Tuesday, March 20, 2012


On the heels of Brian K Vaughan returning to comic books with Saga, some of his greatest characters have resurfaced in Marvel Comics. In a comics world that much like film and tv is filled with a lot of reboots, re-imaginings, sequels and spin-offs, Brian K Vaughan and Adrian Alphona gave us the Runaways. Too often in comics, new characters are just other versions of the established star. They are a irl or a boy or a woman or a kid, but still have Super or Bat or Flash in their name. Here we had something that was a welcome difference.

A group of original characters in an original plot-line set within the established Marvel universe. They were a bunch of kids on the run, sons and daughters of super-villains, band together into a family of friends and not a spandex costume amongst them. I loved Runaways like no other Marvel comic maybe ever, and when the creators left the series I was sad. But, when they left the writer stated that he hoped the characters would continue along in the universe under the creative talents of other writers and artists. And the wish came true when the series was taken over by the likes of acclaimed comic writers Joss Whedon, then Terry Moore, and finally an impressive if too short of a run from Kathryn Immonen. The last issue was released in 2009 before being cancelled mid-story-arc, and despite talk of a Runaways movie with a script from Vaughan, I was afraid that my favorite Marvel characters may become lost to once popular and now cult status obscurity.

It's hard to keep good characters down though, especially in comic books where writers love writing about their favorite characters. Look at any super hero team, and if there's a character or two on it who aren't quite the cultural icon of a Batman or a Wonder Woman, they are there because the writer or artist loved that character when they were a kid. If Joss Whedon does a stint on X-Men, or Patton Oswalt writes a JLA book or Kevin Smith writes some Daredevil, I bet that it's because these were their favorite comics to read when they were geeky little junior high comic book nerds.

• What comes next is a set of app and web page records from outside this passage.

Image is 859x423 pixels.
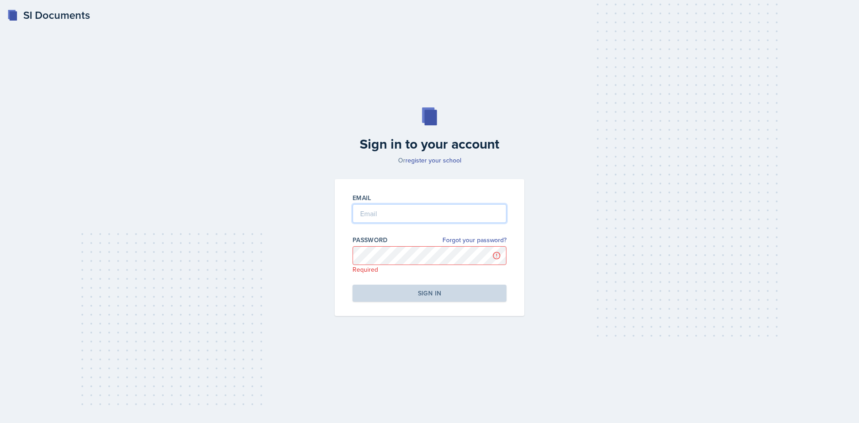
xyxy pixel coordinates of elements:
label: Email [353,193,371,202]
label: Password [353,235,388,244]
p: Or [329,156,530,165]
input: Email [353,204,506,223]
a: register your school [405,156,461,165]
p: Required [353,265,506,274]
a: SI Documents [7,7,90,23]
button: Sign in [353,285,506,302]
div: Sign in [418,289,441,298]
h2: Sign in to your account [329,136,530,152]
a: Forgot your password? [442,235,506,245]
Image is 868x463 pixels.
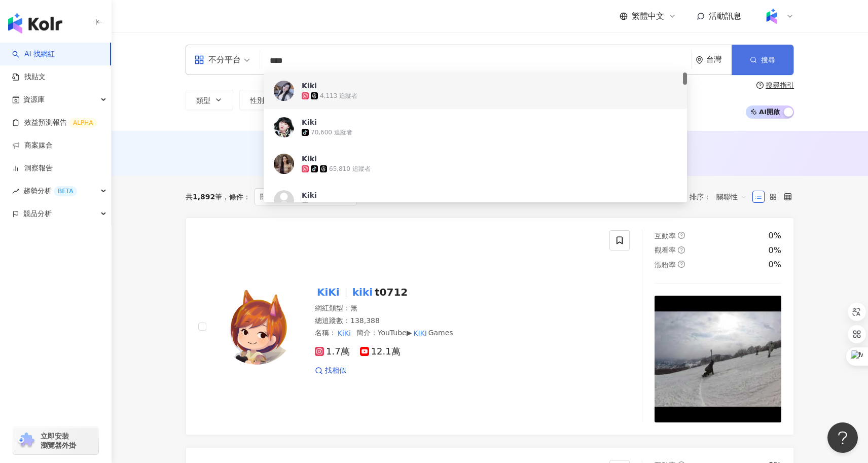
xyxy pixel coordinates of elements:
[411,328,428,339] mark: KIKI
[12,164,53,173] a: 洞察報告
[255,188,357,205] span: 關鍵字：[PERSON_NAME]
[240,90,287,110] button: 性別
[186,217,794,435] a: KOL AvatarKiKikikit0712網紅類型：無總追蹤數：138,388名稱：KiKi簡介：YouTube▶︎KIKIGames1.7萬12.1萬找相似互動率question-circ...
[12,72,46,82] a: 找貼文
[769,259,781,270] div: 0%
[329,165,370,173] div: 65,810 追蹤者
[708,11,741,21] span: 活動訊息
[302,81,316,91] div: Kiki
[336,328,352,339] mark: KiKi
[769,230,781,241] div: 0%
[219,288,295,364] img: KOL Avatar
[23,179,77,202] span: 趨勢分析
[23,88,45,111] span: 資源庫
[315,366,346,376] a: 找相似
[16,432,36,449] img: chrome extension
[274,117,294,137] img: KOL Avatar
[315,284,342,300] mark: KiKi
[274,81,294,101] img: KOL Avatar
[194,55,204,65] span: appstore
[762,7,781,26] img: Kolr%20app%20icon%20%281%29.png
[769,245,781,256] div: 0%
[12,118,97,128] a: 效益預測報告ALPHA
[678,261,685,268] span: question-circle
[325,366,346,376] span: 找相似
[8,13,63,34] img: logo
[655,246,675,254] span: 觀看率
[315,303,597,314] div: 網紅類型 ： 無
[310,202,356,210] div: 120,200 追蹤者
[716,189,746,205] span: 關聯性
[690,189,752,205] div: 排序：
[696,56,703,64] span: environment
[12,187,19,195] span: rise
[731,45,793,75] button: 搜尋
[655,261,675,269] span: 漲粉率
[274,154,294,174] img: KOL Avatar
[250,96,264,105] span: 性別
[315,329,352,337] span: 名稱 ：
[186,193,222,201] div: 共 筆
[302,117,316,127] div: Kiki
[360,347,401,357] span: 12.1萬
[827,423,858,453] iframe: Help Scout Beacon - Open
[54,186,77,196] div: BETA
[12,140,53,151] a: 商案媒合
[186,90,233,110] button: 類型
[375,286,408,298] span: t0712
[310,128,352,137] div: 70,600 追蹤者
[274,190,294,211] img: KOL Avatar
[196,96,210,105] span: 類型
[378,329,412,337] span: YouTube▶︎
[766,81,794,90] div: 搜尋指引
[320,92,357,100] div: 4,113 追蹤者
[315,347,350,357] span: 1.7萬
[678,232,685,239] span: question-circle
[193,193,215,201] span: 1,892
[40,432,76,450] span: 立即安裝 瀏覽器外掛
[706,55,731,64] div: 台灣
[23,202,51,226] span: 競品分析
[356,328,453,339] span: 簡介 ：
[655,296,781,423] img: post-image
[761,56,775,64] span: 搜尋
[678,246,685,254] span: question-circle
[302,154,316,164] div: Kiki
[428,329,453,337] span: Games
[12,49,54,59] a: searchAI 找網紅
[350,284,375,300] mark: kiki
[315,316,597,326] div: 總追蹤數 ： 138,388
[756,81,764,89] span: question-circle
[655,232,675,240] span: 互動率
[302,190,316,200] div: Kiki
[13,427,99,455] a: chrome extension立即安裝 瀏覽器外掛
[194,52,241,68] div: 不分平台
[631,10,664,22] span: 繁體中文
[222,193,251,201] span: 條件 ：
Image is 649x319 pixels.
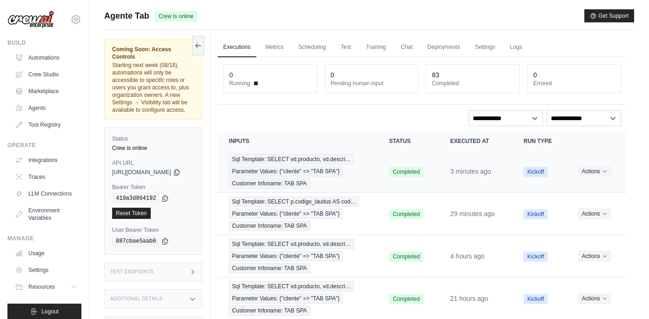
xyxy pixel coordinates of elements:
[335,38,357,57] a: Test
[112,62,189,113] span: Starting next week (08/18), automations will only be accessible to specific roles or users you gr...
[422,38,466,57] a: Deployments
[432,70,439,80] div: 83
[229,196,367,231] a: View execution details for Sql Template
[11,203,81,225] a: Environment Variables
[112,159,194,167] label: API URL
[229,305,310,315] span: Customer Infoname: TAB SPA
[7,234,81,242] div: Manage
[523,167,547,177] span: Kickoff
[378,132,439,150] th: Status
[360,38,392,57] a: Training
[11,169,81,184] a: Traces
[450,210,495,217] time: August 14, 2025 at 19:24 GMT-4
[439,132,513,150] th: Executed at
[112,168,171,176] span: [URL][DOMAIN_NAME]
[229,154,367,188] a: View execution details for Sql Template
[578,208,611,219] button: Actions for execution
[11,117,81,132] a: Tool Registry
[7,11,54,28] img: Logo
[229,293,343,303] span: Parameter Values: {"cliente" => "TAB SPA"}
[578,166,611,177] button: Actions for execution
[229,166,343,176] span: Parameter Values: {"cliente" => "TAB SPA"}
[450,252,485,260] time: August 14, 2025 at 15:43 GMT-4
[112,46,194,60] span: Coming Soon: Access Controls
[112,135,194,142] label: Status
[218,132,378,150] th: Inputs
[218,38,256,57] a: Executions
[512,132,567,150] th: Run Type
[229,208,343,219] span: Parameter Values: {"cliente" => "TAB SPA"}
[469,38,500,57] a: Settings
[41,307,59,315] span: Logout
[11,153,81,167] a: Integrations
[28,283,55,290] span: Resources
[229,281,367,315] a: View execution details for Sql Template
[533,80,615,87] dt: Errored
[260,38,289,57] a: Metrics
[112,207,151,219] a: Reset Token
[11,100,81,115] a: Agents
[11,67,81,82] a: Crew Studio
[229,70,233,80] div: 0
[112,144,194,152] div: Crew is online
[110,269,154,274] h3: Test Endpoints
[389,251,423,261] span: Completed
[229,239,354,249] span: Sql Template: SELECT vd.producto, vd.descri…
[7,39,81,47] div: Build
[11,262,81,277] a: Settings
[504,38,527,57] a: Logs
[389,209,423,219] span: Completed
[11,186,81,201] a: LLM Connections
[523,209,547,219] span: Kickoff
[11,84,81,99] a: Marketplace
[229,239,367,273] a: View execution details for Sql Template
[11,279,81,294] button: Resources
[389,293,423,304] span: Completed
[7,141,81,149] div: Operate
[112,193,160,204] code: 419a3d864192
[229,281,354,291] span: Sql Template: SELECT vd.producto, vd.descri…
[229,80,250,87] span: Running
[229,263,310,273] span: Customer Infoname: TAB SPA
[450,167,491,175] time: August 14, 2025 at 19:50 GMT-4
[523,293,547,304] span: Kickoff
[229,178,310,188] span: Customer Infoname: TAB SPA
[578,293,611,304] button: Actions for execution
[533,70,537,80] div: 0
[112,226,194,233] label: User Bearer Token
[110,296,162,301] h3: Additional Details
[331,70,334,80] div: 0
[11,50,81,65] a: Automations
[578,250,611,261] button: Actions for execution
[432,80,513,87] dt: Completed
[11,246,81,260] a: Usage
[229,251,343,261] span: Parameter Values: {"cliente" => "TAB SPA"}
[112,235,160,247] code: 887cbae5aab0
[523,251,547,261] span: Kickoff
[293,38,331,57] a: Scheduling
[450,294,488,302] time: August 13, 2025 at 22:54 GMT-4
[112,183,194,191] label: Bearer Token
[155,11,197,21] span: Crew is online
[395,38,418,57] a: Chat
[584,9,634,22] button: Get Support
[331,80,413,87] dt: Pending human input
[229,220,310,231] span: Customer Infoname: TAB SPA
[229,154,354,164] span: Sql Template: SELECT vd.producto, vd.descri…
[602,274,649,319] div: Widget de chat
[229,196,359,207] span: Sql Template: SELECT p.codigo_laudus AS cod…
[602,274,649,319] iframe: Chat Widget
[389,167,423,177] span: Completed
[104,9,149,22] span: Agente Tab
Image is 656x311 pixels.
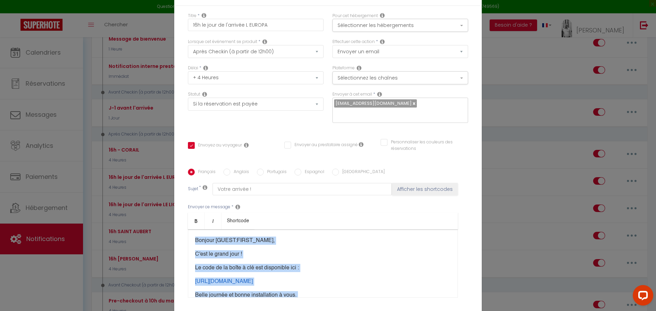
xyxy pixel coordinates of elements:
[380,13,385,18] i: This Rental
[195,279,253,285] a: [URL][DOMAIN_NAME]
[264,169,287,176] label: Portugais
[188,13,197,19] label: Titre
[188,204,230,211] label: Envoyer ce message
[188,91,200,98] label: Statut
[359,142,364,147] i: Envoyer au prestataire si il est assigné
[333,19,468,32] button: Sélectionner les hébergements
[392,183,458,196] button: Afficher les shortcodes
[263,39,267,44] i: Event Occur
[244,143,249,148] i: Envoyer au voyageur
[188,213,205,229] a: Bold
[333,71,468,84] button: Sélectionnez les chaînes
[195,251,451,259] p: C'est le grand jour !
[333,65,355,71] label: Plateforme
[236,204,240,210] i: Message
[195,237,451,245] p: Bonjour [GUEST:FIRST_NAME],
[333,13,378,19] label: Pour cet hébergement
[333,91,372,98] label: Envoyer à cet email
[195,169,216,176] label: Français
[188,186,198,193] label: Sujet
[222,213,255,229] a: Shortcode
[188,65,198,71] label: Délai
[357,65,362,71] i: Action Channel
[628,283,656,311] iframe: LiveChat chat widget
[203,185,208,190] i: Subject
[205,213,222,229] a: Italic
[188,230,458,298] div: ​Belle journée et bonne installation à vous. Cordialement, Sébastien​
[377,92,382,97] i: Recipient
[336,100,412,107] span: [EMAIL_ADDRESS][DOMAIN_NAME]
[302,169,324,176] label: Espagnol
[202,92,207,97] i: Booking status
[230,169,249,176] label: Anglais
[339,169,385,176] label: [GEOGRAPHIC_DATA]
[202,13,206,18] i: Title
[333,39,375,45] label: Effectuer cette action
[380,39,385,44] i: Action Type
[195,264,451,272] p: Le code de la boîte à clé est disponible ici :
[188,39,257,45] label: Lorsque cet événement se produit
[203,65,208,71] i: Action Time
[195,278,451,286] p: ​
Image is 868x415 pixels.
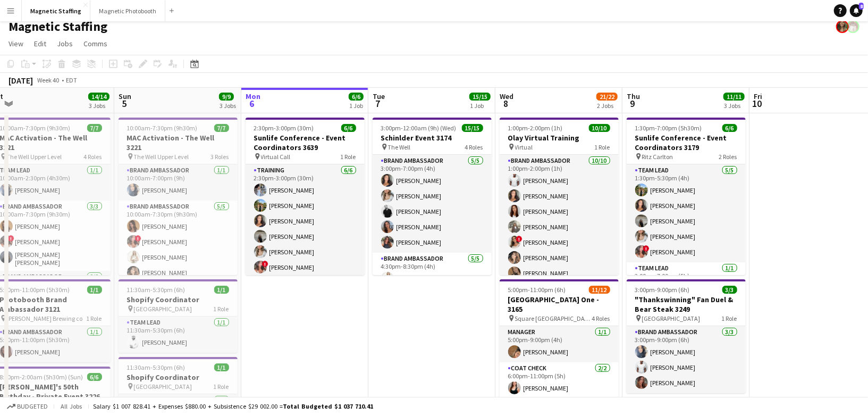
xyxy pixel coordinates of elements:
span: View [9,39,24,49]
h3: Sunlife Conference - Event Coordinators 3639 [246,133,364,152]
h3: [GEOGRAPHIC_DATA] One - 3165 [500,294,619,314]
div: 3 Jobs [89,102,109,110]
span: 1 Role [341,153,356,160]
span: Jobs [57,39,73,49]
span: 9 [625,97,640,110]
app-job-card: 3:00pm-12:00am (9h) (Wed)15/15Schinlder Event 3174 The Well4 RolesBrand Ambassador5/53:00pm-7:00p... [372,117,492,275]
span: 3:00pm-12:00am (9h) (Wed) [381,124,457,132]
span: 8 [498,97,513,110]
span: ! [135,235,141,241]
div: 1 Job [470,102,490,110]
span: 1/1 [214,286,229,294]
span: 11/11 [723,92,745,100]
h3: Olay Virtual Training [500,133,619,143]
span: Virtual [515,143,533,151]
span: 11:30am-5:30pm (6h) [127,286,185,294]
span: Square [GEOGRAPHIC_DATA] [515,314,592,322]
h3: MAC Activation - The Well 3221 [119,133,238,152]
span: The Well [388,143,411,151]
span: 5:00pm-11:00pm (6h) [508,286,566,294]
button: Magnetic Photobooth [90,1,165,22]
div: [DATE] [9,75,33,86]
div: 2 Jobs [597,102,617,110]
span: [PERSON_NAME] Brewing co [7,314,83,322]
span: 10:00am-7:30pm (9h30m) [127,124,198,132]
span: 3 Roles [211,153,229,160]
app-job-card: 11:30am-5:30pm (6h)1/1Shopify Coordinator [GEOGRAPHIC_DATA]1 RoleTeam Lead1/111:30am-5:30pm (6h)[... [119,279,238,352]
span: 7/7 [87,124,102,132]
span: 1/1 [214,363,229,371]
span: The Well Upper Level [7,153,62,160]
app-card-role: Manager1/15:00pm-9:00pm (4h)[PERSON_NAME] [500,326,619,362]
span: 2 Roles [719,153,737,160]
span: Mon [246,92,261,101]
span: Sun [119,92,131,101]
app-card-role: Brand Ambassador1/110:00am-7:00pm (9h)[PERSON_NAME] [119,164,238,201]
span: 1 Role [722,314,737,322]
app-job-card: 3:00pm-9:00pm (6h)3/3"Thankswinning" Fan Duel & Bear Steak 3249 [GEOGRAPHIC_DATA]1 RoleBrand Amba... [627,279,745,393]
span: 6/6 [723,124,737,132]
span: 21/22 [597,92,617,100]
app-card-role: Brand Ambassador3/33:00pm-9:00pm (6h)[PERSON_NAME][PERSON_NAME][PERSON_NAME] [627,326,745,393]
a: Jobs [53,36,77,51]
span: 6/6 [87,373,102,381]
app-job-card: 1:00pm-2:00pm (1h)10/10Olay Virtual Training Virtual1 RoleBrand Ambassador10/101:00pm-2:00pm (1h)... [500,117,619,275]
span: 7/7 [214,124,229,132]
button: Magnetic Staffing [22,1,90,22]
div: 3 Jobs [724,102,744,110]
span: 8 [859,3,864,9]
button: Budgeted [5,400,49,412]
app-card-role: Team Lead1/12:00pm-7:00pm (5h) [627,262,745,298]
span: 4 Roles [592,314,610,322]
div: Salary $1 007 828.41 + Expenses $880.00 + Subsistence $29 002.00 = [93,402,373,410]
h3: "Thankswinning" Fan Duel & Bear Steak 3249 [627,294,745,314]
div: 1 Job [349,102,363,110]
span: [GEOGRAPHIC_DATA] [134,305,193,313]
a: View [4,36,28,51]
span: 6 [244,97,261,110]
span: 1 Role [213,383,229,390]
app-card-role: Brand Ambassador5/510:00am-7:30pm (9h30m)[PERSON_NAME]![PERSON_NAME][PERSON_NAME][PERSON_NAME] [119,201,238,298]
span: 1 Role [213,305,229,313]
span: Budgeted [17,403,48,410]
span: [GEOGRAPHIC_DATA] [134,383,193,390]
span: 6/6 [349,92,364,100]
span: 15/15 [469,92,491,100]
span: Wed [500,92,513,101]
h3: Sunlife Conference - Event Coordinators 3179 [627,133,745,152]
app-card-role: Team Lead1/111:30am-5:30pm (6h)[PERSON_NAME] [119,317,238,352]
span: Comms [84,39,107,49]
span: Ritz Carlton [642,153,673,160]
app-job-card: 2:30pm-3:00pm (30m)6/6Sunlife Conference - Event Coordinators 3639 Virtual Call1 RoleTraining6/62... [246,117,364,275]
span: Edit [34,39,46,49]
span: 11:30am-5:30pm (6h) [127,363,185,371]
span: Thu [627,92,640,101]
a: 8 [850,4,863,17]
span: 9/9 [219,92,234,100]
app-job-card: 10:00am-7:30pm (9h30m)7/7MAC Activation - The Well 3221 The Well Upper Level3 RolesBrand Ambassad... [119,117,238,275]
span: ! [516,236,523,242]
h3: Shopify Coordinator [119,373,238,382]
span: Week 40 [35,76,62,84]
span: 10/10 [589,124,610,132]
div: 3 Jobs [220,102,236,110]
span: ! [643,245,650,251]
app-card-role: Brand Ambassador5/53:00pm-7:00pm (4h)[PERSON_NAME][PERSON_NAME][PERSON_NAME][PERSON_NAME][PERSON_... [372,155,492,253]
span: All jobs [59,402,84,410]
span: 3:00pm-9:00pm (6h) [635,286,690,294]
app-user-avatar: Bianca Fantauzzi [836,20,849,33]
span: 4 Roles [84,153,102,160]
span: The Well Upper Level [134,153,189,160]
span: Fri [754,92,762,101]
span: 14/14 [88,92,110,100]
span: 1:30pm-7:00pm (5h30m) [635,124,702,132]
span: Tue [372,92,385,101]
span: 10 [752,97,762,110]
span: Virtual Call [261,153,291,160]
app-job-card: 1:30pm-7:00pm (5h30m)6/6Sunlife Conference - Event Coordinators 3179 Ritz Carlton2 RolesTeam Lead... [627,117,745,275]
a: Comms [79,36,112,51]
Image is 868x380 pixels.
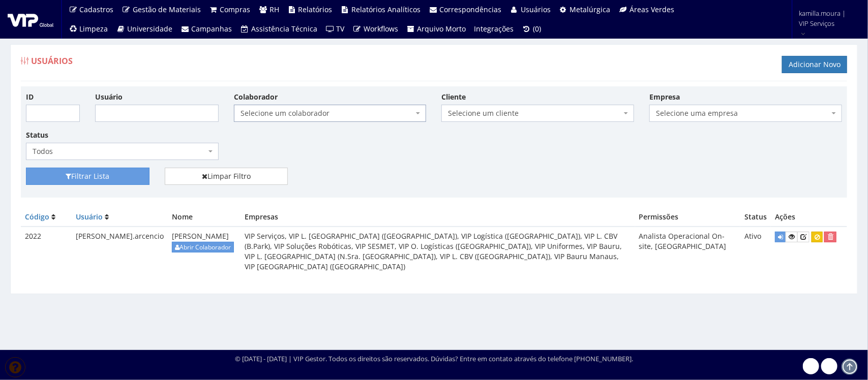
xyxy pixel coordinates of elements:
[192,24,232,34] span: Campanhas
[470,20,518,38] a: Integrações
[474,24,514,34] span: Integrações
[402,20,470,38] a: Arquivo Morto
[220,4,251,14] span: Compras
[440,4,502,14] span: Correspondências
[112,20,177,38] a: Universidade
[299,4,332,14] span: Relatórios
[635,226,740,276] td: Analista Operacional On-site, [GEOGRAPHIC_DATA]
[656,108,829,118] span: Selecione uma empresa
[76,212,103,221] a: Usuário
[635,208,740,226] th: Permissões
[251,24,317,34] span: Assistência Técnica
[168,208,241,226] th: Nome
[26,130,48,140] label: Status
[127,24,172,34] span: Universidade
[448,108,621,118] span: Selecione um cliente
[236,20,322,38] a: Assistência Técnica
[241,108,414,118] span: Selecione um colaborador
[569,4,610,14] span: Metalúrgica
[322,20,349,38] a: TV
[72,226,168,276] td: [PERSON_NAME].arcencio
[8,12,53,27] img: logo
[168,226,241,276] td: [PERSON_NAME]
[442,92,466,102] label: Cliente
[740,226,770,276] td: Ativo
[337,24,345,34] span: TV
[26,143,219,160] span: Todos
[234,105,426,122] span: Selecione um colaborador
[241,226,635,276] td: VIP Serviços, VIP L. [GEOGRAPHIC_DATA] ([GEOGRAPHIC_DATA]), VIP Logística ([GEOGRAPHIC_DATA]), VI...
[782,56,847,73] a: Adicionar Novo
[363,24,398,34] span: Workflows
[235,354,633,364] div: © [DATE] - [DATE] | VIP Gestor. Todos os direitos são reservados. Dúvidas? Entre em contato atrav...
[629,4,674,14] span: Áreas Verdes
[269,4,279,14] span: RH
[26,168,149,185] button: Filtrar Lista
[799,8,855,28] span: kamilla.moura | VIP Serviços
[177,20,236,38] a: Campanhas
[740,208,770,226] th: Status
[31,55,73,67] span: Usuários
[20,226,72,276] td: 2022
[95,92,123,102] label: Usuário
[770,208,847,226] th: Ações
[33,146,206,156] span: Todos
[418,24,466,34] span: Arquivo Morto
[533,24,541,34] span: (0)
[132,4,201,14] span: Gestão de Materiais
[25,212,50,221] a: Código
[65,20,112,38] a: Limpeza
[80,4,114,14] span: Cadastros
[234,92,277,102] label: Colaborador
[349,20,402,38] a: Workflows
[171,241,234,252] a: Abrir Colaborador
[518,20,545,38] a: (0)
[80,24,108,34] span: Limpeza
[241,208,635,226] th: Empresas
[649,92,680,102] label: Empresa
[775,232,786,242] a: Logar com este usuário
[521,4,551,14] span: Usuários
[164,168,288,185] a: Limpar Filtro
[649,105,842,122] span: Selecione uma empresa
[26,92,34,102] label: ID
[442,105,634,122] span: Selecione um cliente
[351,4,420,14] span: Relatórios Analíticos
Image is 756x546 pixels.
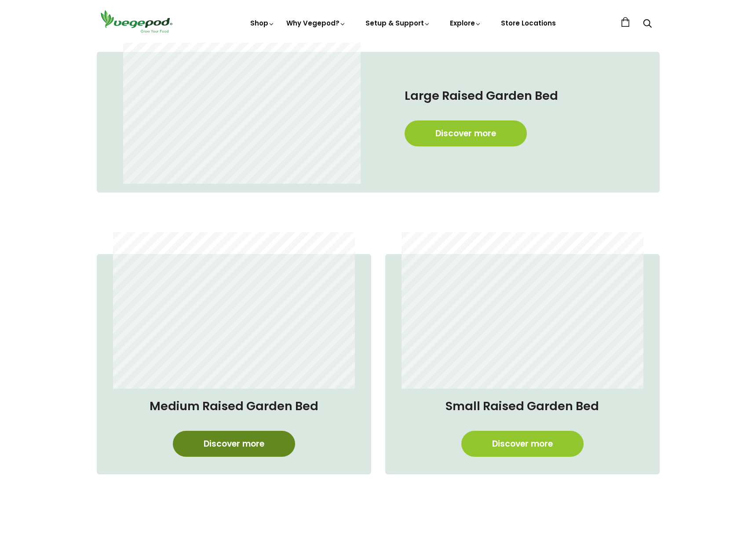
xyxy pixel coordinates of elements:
h4: Medium Raised Garden Bed [105,397,362,415]
a: Store Locations [501,18,556,28]
a: Discover more [173,430,295,456]
a: Shop [250,18,275,28]
a: Discover more [461,430,583,456]
a: Discover more [405,120,527,146]
h4: Small Raised Garden Bed [394,397,651,415]
a: Setup & Support [365,18,431,28]
a: Why Vegepod? [286,18,346,28]
img: Vegepod [97,9,176,34]
a: Explore [449,18,481,28]
h4: Large Raised Garden Bed [405,87,624,105]
a: Search [643,19,651,29]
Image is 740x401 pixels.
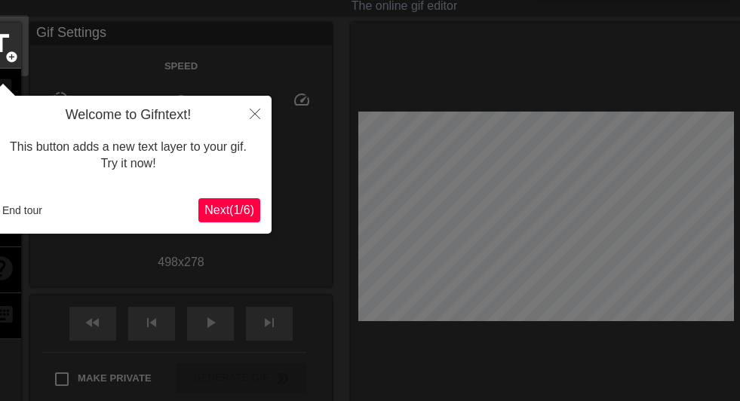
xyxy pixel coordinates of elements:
[204,204,254,217] span: Next ( 1 / 6 )
[238,96,272,131] button: Close
[198,198,260,223] button: Next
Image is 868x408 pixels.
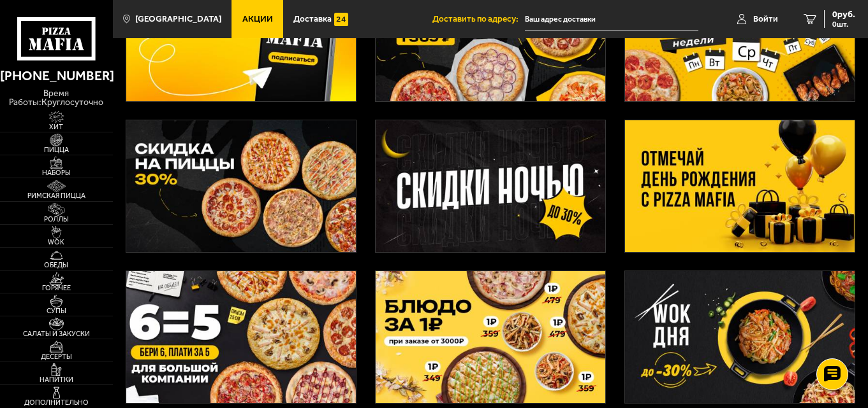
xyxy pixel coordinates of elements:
span: Доставка [293,15,332,23]
input: Ваш адрес доставки [525,8,698,31]
img: 15daf4d41897b9f0e9f617042186c801.svg [335,13,347,26]
span: Войти [754,15,778,23]
span: 0 шт. [832,20,855,28]
span: [GEOGRAPHIC_DATA] [135,15,221,23]
span: Акции [242,15,273,23]
span: 0 руб. [832,11,855,19]
span: Доставить по адресу: [433,15,525,23]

Hence, I have a feeling that Christos Gage, the writer of Marvel's current teen super-hero book Avengers Academy, is a fan of the Runaways. And as soon as he was able to and got the thumbs up to do so from his editors, he wanted the Runaways to guest-star in his comic. I am not the biggest of Marvel Comics reader currently, and had never read or even known all that much about Avengers Academy. I could assume and piece together that it's a slight rip-off of the X-Men model of a school for super-powered teens, learning to make the best use of their powers with eventual plans to have them be actual Avengers. It's also an excuse for Marvel to have yet another comic with Avengers in it's title (Avengers, New Avengers, Secret Avengers, Avengers 1959, etc...) to catch the eye of movie-goers who are making huge success of Avengers films like Thor and Iron Man.

Avengers Academy #27 was a good super-hero book, and my beloved Runaways characters were handled very well. Their appearance didn't seemed forced or unnecessary, the characters voices and traits were to their proper form, and it made me really really wish that Marvel would give these characters another chance. I will buy a Runaways comic, I will buy action figures, I will buy a T-shirt, I will buy a lunch box. You make something and slap a Runaways logo on it, I will buy it Marvel!

1 comment:

Frances said...

This comic would provide the much needed inspiration for those who wish to don superhero costumes for this upcoming Halloween season.